7e6dcd9 random: Add fallback if getrandom syscall not available (Wladimir J. van der Laan)
7cad849 sanity: Move OS random to sanity check function (Wladimir J. van der Laan)
aa09ccb squashme: comment that NUM_OS_RANDOM_BYTES should not be changed lightly (Wladimir J. van der Laan)
224e6eb util: Specific GetOSRandom for Linux/FreeBSD/OpenBSD (Wladimir J. van der Laan)
Tree-SHA512: 9fd408b1316c69de86674f342339b2f89192fd317c8c036b5df4320f828fa263c7966146bfc1904c51137ee4a26e4cb0f560b2cd05e18cde4d808b9b92ad15c4
19cafc6 test: Replace remaining sprintf with snprintf (Wladimir J. van der Laan)
0a17714 uint256: replace sprintf with HexStr and reverse-iterator (Wladimir J. van der Laan)
Tree-SHA512: 2ba1dd4d25e1cbfff4d67b2f483448aa7c34ab5c799cddd48ba5826e5fa6df425abe35e244aaf4c52db9fccfb4d2a25a14bb4597bf9d1fce95991f270da6bb26
83ac719 Change bitcoin address in RPC helpaddress to an invalid address, so people don't accidentally send coins there (like I did). (Marijn Stollenga)
Tree-SHA512: ca1163466a149d567b97efbfcfa8fdfe2d474245b4dd5a1a92555b4e87f8e99df5fee4cd79ef1ce6a98db2337846af78f37c2e6b31d02008b11fa0e151ce6590
Use of `sprintf` is seen as a red flag as many of its uses are insecure.
OpenBSD warns about it while compiling, and some modern platforms, e.g.
[cloudlibc from cloudabi](https://github.com/NuxiNL/cloudlibc) don't
even provide it anymore.
Although our uses of these functions are secure, it can't hurt to
replace them anyway. There are only 3 occurences left, all in the
tests.
- Change initializeResult(int) to initializeResult(bool) to avoid
implicit type conversion.
- Use EXIT_FAILURE and EXIT_SUCCESS instead of magic numbers.
- Remove the argument from shutdownResult(int); it was called with a
constant argument.
An effort to reduce the size of AppInitMain().
The removed code upgrades the location of the block files when
upgrading to 0.8. 0.8 seems to be the oldest version still in use.
If the code was compiled with newer (>=3.17) kernel headers but executed
on a system without the system call, every use of random would crash the
program. Add a fallback for that case.
Move the OS random test to a sanity check function that is called every
time bitcoind is initialized.
Keep `src/test/random_tests.cpp` for the case that later random tests
are added, and keep a rudimentary test that just calls the sanity check.
These are available in sandboxes without access to files or
devices. Also [they are safer and more straightforward](https://en.wikipedia.org/wiki/Entropy-supplying_system_calls)
to use than `/dev/urandom` as reading from a file has quite a few edge
cases:
- Linux: `getrandom(buf, buflen, 0)`. [getrandom(2)](http://man7.org/linux/man-pages/man2/getrandom.2.html)
was introduced in version 3.17 of the Linux kernel.
- OpenBSD: `getentropy(buf, buflen)`. The [getentropy(2)](http://man.openbsd.org/cgi-bin/man.cgi/OpenBSD-current/man2/getentropy.2)
function appeared in OpenBSD 5.6.
- FreeBSD and NetBSD: `sysctl(KERN_ARND)`. Not sure when this was added
but it has existed for quite a while.
Alternatives:
- Linux has sysctl `CTL_KERN` / `KERN_RANDOM` / `RANDOM_UUID`
which gives 16 bytes of randomness. This may be available
on older kernels, however [sysctl is deprecated on Linux](https://lwn.net/Articles/605392/)
and even removed in some distros so we shouldn't use it.
Add tests for `GetOSRand()`:
- Test that no error happens (otherwise `RandFailure()` which aborts)
- Test that all 32 bytes are overwritten (initialize with zeros, try multiple times)
Discussion:
- When to use these? Currently they are always used when available.
Another option would be to use them only when `/dev/urandom` is not
available. But this would mean these code paths receive less testing,
and I'm not sure there is any reason to prefer `/dev/urandom`.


▸ Activity:
Keep the pictures out, and restate the listing that follows exactly as written.
________________
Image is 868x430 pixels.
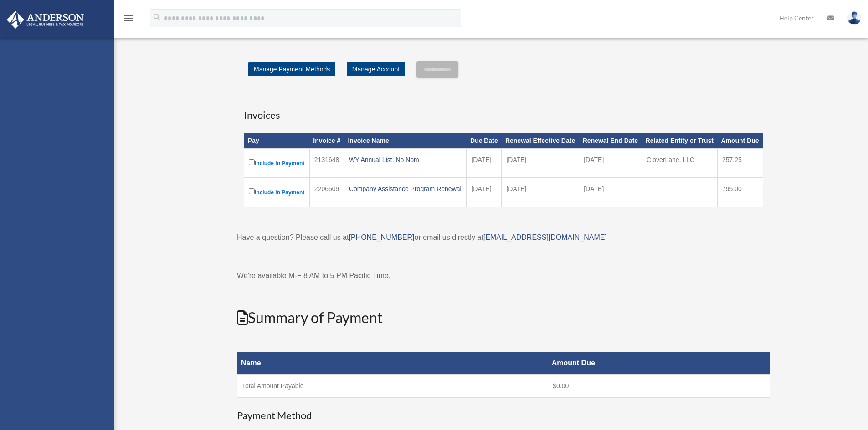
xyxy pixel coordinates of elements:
[249,187,305,198] label: Include in Payment
[4,11,86,29] img: Anderson Advisors Platinum Portal
[248,62,336,77] a: Manage Payment Methods
[466,134,501,149] th: Due Date
[244,134,310,149] th: Pay
[237,231,770,244] p: Have a question? Please call us at or email us directly at
[310,178,344,207] td: 2206509
[548,375,770,397] td: $0.00
[237,308,770,328] h2: Summary of Payment
[717,178,763,207] td: 795.00
[548,352,770,375] th: Amount Due
[249,158,305,169] label: Include in Payment
[344,134,466,149] th: Invoice Name
[237,269,770,282] p: We're available M-F 8 AM to 5 PM Pacific Time.
[310,134,344,149] th: Invoice #
[466,178,501,207] td: [DATE]
[249,159,255,165] input: Include in Payment
[244,100,763,122] h3: Invoices
[501,134,579,149] th: Renewal Effective Date
[349,153,462,166] div: WY Annual List, No Nom
[237,375,548,397] td: Total Amount Payable
[310,149,344,178] td: 2131648
[237,352,548,375] th: Name
[642,149,717,178] td: CloverLane, LLC
[123,13,134,24] i: menu
[349,233,414,241] a: [PHONE_NUMBER]
[237,409,770,423] h3: Payment Method
[642,134,717,149] th: Related Entity or Trust
[501,178,579,207] td: [DATE]
[501,149,579,178] td: [DATE]
[347,62,405,77] a: Manage Account
[152,12,162,23] i: search
[717,149,763,178] td: 257.25
[579,149,642,178] td: [DATE]
[579,134,642,149] th: Renewal End Date
[249,188,255,194] input: Include in Payment
[123,16,134,24] a: menu
[483,233,607,241] a: [EMAIL_ADDRESS][DOMAIN_NAME]
[848,11,861,25] img: User Pic
[466,149,501,178] td: [DATE]
[717,134,763,149] th: Amount Due
[579,178,642,207] td: [DATE]
[349,183,462,196] div: Company Assistance Program Renewal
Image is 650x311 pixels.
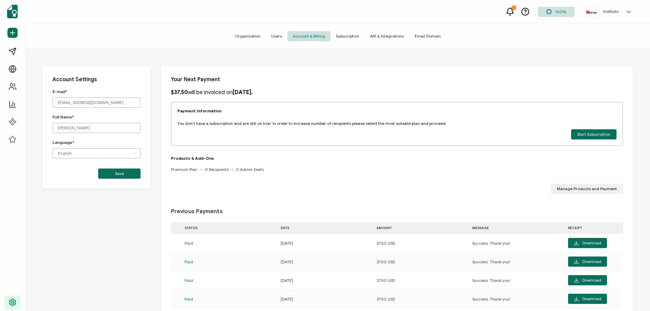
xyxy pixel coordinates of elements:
span: 37.50 USD [377,241,395,246]
button: Download [569,294,607,304]
span: [DATE] [281,260,293,265]
button: Download [569,257,607,267]
span: 37.50 USD [377,260,395,265]
button: Start Subscription [572,129,617,140]
p: Products & Add-Ons [171,156,264,161]
span: Users [266,31,288,41]
span: Organization [230,31,266,41]
p: You don’t have a subscription and are still on trial. In order to increase number of recipients p... [178,121,447,126]
span: Paid [185,278,193,283]
span: Success. Thank you! [473,241,511,246]
p: Account Settings [53,76,141,83]
button: Download [569,238,607,248]
span: Previous Payments [171,208,223,215]
span: [DATE] [281,278,293,283]
span: Premium Plan [171,167,198,172]
div: RECEIPT [565,224,611,232]
span: [DATE] [281,297,293,302]
div: AMOUNT [373,224,469,232]
img: sertifier-logomark-colored.svg [7,5,18,18]
p: Full Name* [53,115,141,120]
div: 2 [512,5,517,10]
input: Full Name [53,123,141,133]
span: Email Domain [410,31,447,41]
span: Paid [185,241,193,246]
span: Paid [185,297,193,302]
iframe: Chat Widget [617,279,650,311]
span: Success. Thank you! [473,278,511,283]
img: e37aaadd-ad16-4fd0-a247-b84ae4a50c61.png [587,10,597,13]
h5: Instituto [604,9,619,14]
span: Success. Thank you! [473,297,511,302]
button: Download [569,275,607,286]
span: Download [574,278,602,283]
span: Account & Billing [288,31,331,41]
p: will be invoiced on [171,89,253,96]
div: DATE [277,224,373,232]
span: Start Subscription [578,132,611,137]
span: API & Integrations [365,31,410,41]
div: STATUS [181,224,277,232]
input: E-mail [53,98,141,108]
button: Save [98,169,141,179]
span: Download [574,260,602,265]
span: Save [115,172,124,176]
span: Download [574,297,602,302]
button: Manage Products and Payment [551,184,623,194]
span: Subscription [331,31,365,41]
p: Your Next Payment [171,76,623,83]
b: [DATE]. [233,89,253,96]
p: E-mail* [53,89,141,94]
span: Paid [185,260,193,265]
span: [DATE] [281,241,293,246]
b: $37.50 [171,89,188,96]
div: MESSAGE [469,224,565,232]
p: Language* [53,140,141,145]
span: 0 Admin Seats [236,167,264,172]
span: Success. Thank you! [473,260,511,265]
span: 0 Recipients [205,167,229,172]
span: 100% [555,9,566,14]
input: Language [53,148,141,159]
span: Manage Products and Payment [557,187,617,191]
p: Payment Information [178,108,222,113]
span: Download [574,241,602,246]
span: 37.50 USD [377,278,395,283]
span: 37.50 USD [377,297,395,302]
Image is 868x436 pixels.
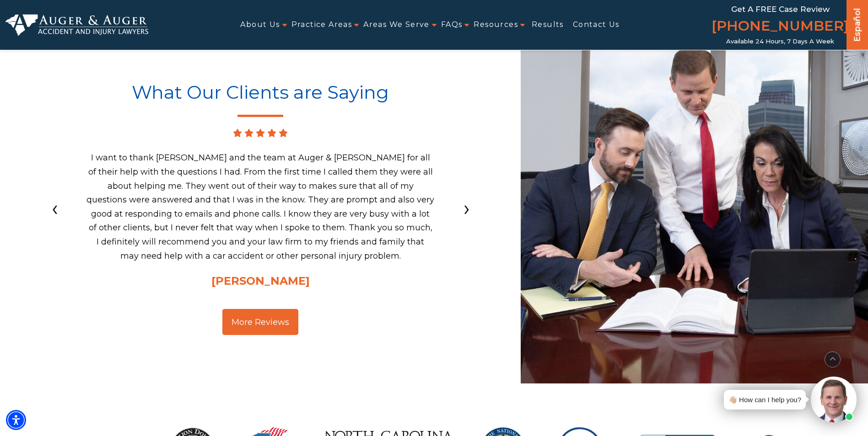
________________
▸ Output for this exercise:
Image is 868x430 pixels.
xyxy pixel coordinates of elements:
[249,187,305,198] label: Include in Payment
[4,11,86,29] img: Anderson Advisors Platinum Portal
[248,62,336,77] a: Manage Payment Methods
[466,134,501,149] th: Due Date
[244,134,310,149] th: Pay
[237,231,770,244] p: Have a question? Please call us at or email us directly at
[310,178,344,207] td: 2206509
[548,375,770,397] td: $0.00
[237,308,770,328] h2: Summary of Payment
[717,178,763,207] td: 795.00
[548,352,770,375] th: Amount Due
[249,158,305,169] label: Include in Payment
[344,134,466,149] th: Invoice Name
[237,269,770,282] p: We're available M-F 8 AM to 5 PM Pacific Time.
[310,134,344,149] th: Invoice #
[466,178,501,207] td: [DATE]
[249,159,255,165] input: Include in Payment
[244,100,763,122] h3: Invoices
[501,134,579,149] th: Renewal Effective Date
[349,153,462,166] div: WY Annual List, No Nom
[237,375,548,397] td: Total Amount Payable
[310,149,344,178] td: 2131648
[237,352,548,375] th: Name
[642,149,717,178] td: CloverLane, LLC
[123,13,134,24] i: menu
[349,233,414,241] a: [PHONE_NUMBER]
[237,409,770,423] h3: Payment Method
[642,134,717,149] th: Related Entity or Trust
[501,178,579,207] td: [DATE]
[501,149,579,178] td: [DATE]
[347,62,405,77] a: Manage Account
[152,12,162,23] i: search
[717,149,763,178] td: 257.25
[579,149,642,178] td: [DATE]
[579,134,642,149] th: Renewal End Date
[249,188,255,194] input: Include in Payment
[123,16,134,24] a: menu
[483,233,607,241] a: [EMAIL_ADDRESS][DOMAIN_NAME]
[848,11,861,25] img: User Pic
[466,149,501,178] td: [DATE]
[717,134,763,149] th: Amount Due
[579,178,642,207] td: [DATE]
[349,183,462,196] div: Company Assistance Program Renewal
Image is 650x311 pixels.
xyxy pixel coordinates of elements:
span: 37.50 USD [377,241,395,246]
button: Download [569,294,607,304]
span: [DATE] [281,260,293,265]
button: Download [569,257,607,267]
span: 37.50 USD [377,260,395,265]
button: Start Subscription [572,129,617,140]
p: Products & Add-Ons [171,156,264,161]
span: Users [266,31,288,41]
span: Organization [230,31,266,41]
p: You don’t have a subscription and are still on trial. In order to increase number of recipients p... [178,121,447,126]
span: Paid [185,278,193,283]
span: Success. Thank you! [473,241,511,246]
p: Account Settings [53,76,141,83]
button: Download [569,238,607,248]
span: Previous Payments [171,208,223,215]
span: [DATE] [281,278,293,283]
span: Premium Plan [171,167,198,172]
div: RECEIPT [565,224,611,232]
span: [DATE] [281,297,293,302]
div: AMOUNT [373,224,469,232]
img: sertifier-logomark-colored.svg [7,5,18,18]
p: Full Name* [53,115,141,120]
div: 2 [512,5,517,10]
input: Full Name [53,123,141,133]
span: Email Domain [410,31,447,41]
span: Paid [185,241,193,246]
span: Paid [185,297,193,302]
iframe: Chat Widget [617,279,650,311]
span: Success. Thank you! [473,278,511,283]
img: e37aaadd-ad16-4fd0-a247-b84ae4a50c61.png [587,10,597,13]
h5: Instituto [604,9,619,14]
span: Success. Thank you! [473,297,511,302]
button: Download [569,275,607,286]
span: Download [574,278,602,283]
span: Account & Billing [288,31,331,41]
p: will be invoiced on [171,89,253,96]
div: DATE [277,224,373,232]
span: Start Subscription [578,132,611,137]
span: API & Integrations [365,31,410,41]
div: STATUS [181,224,277,232]
input: E-mail [53,98,141,108]
button: Save [98,169,141,179]
span: Download [574,260,602,265]
span: Save [115,172,124,176]
span: Download [574,297,602,302]
button: Manage Products and Payment [551,184,623,194]
span: Subscription [331,31,365,41]
p: Your Next Payment [171,76,623,83]
b: [DATE]. [233,89,253,96]
p: E-mail* [53,89,141,94]
span: Paid [185,260,193,265]
span: [DATE] [281,241,293,246]
b: $37.50 [171,89,188,96]
div: MESSAGE [469,224,565,232]
p: Language* [53,140,141,145]
span: 0 Admin Seats [236,167,264,172]
span: Success. Thank you! [473,260,511,265]
span: 0 Recipients [205,167,229,172]
span: 100% [555,9,566,14]
input: Language [53,148,141,159]
span: Manage Products and Payment [557,187,617,191]
p: Payment Information [178,108,222,113]
span: Download [574,241,602,246]
span: 37.50 USD [377,278,395,283]
span: 37.50 USD [377,297,395,302]
Image is 868x436 pixels.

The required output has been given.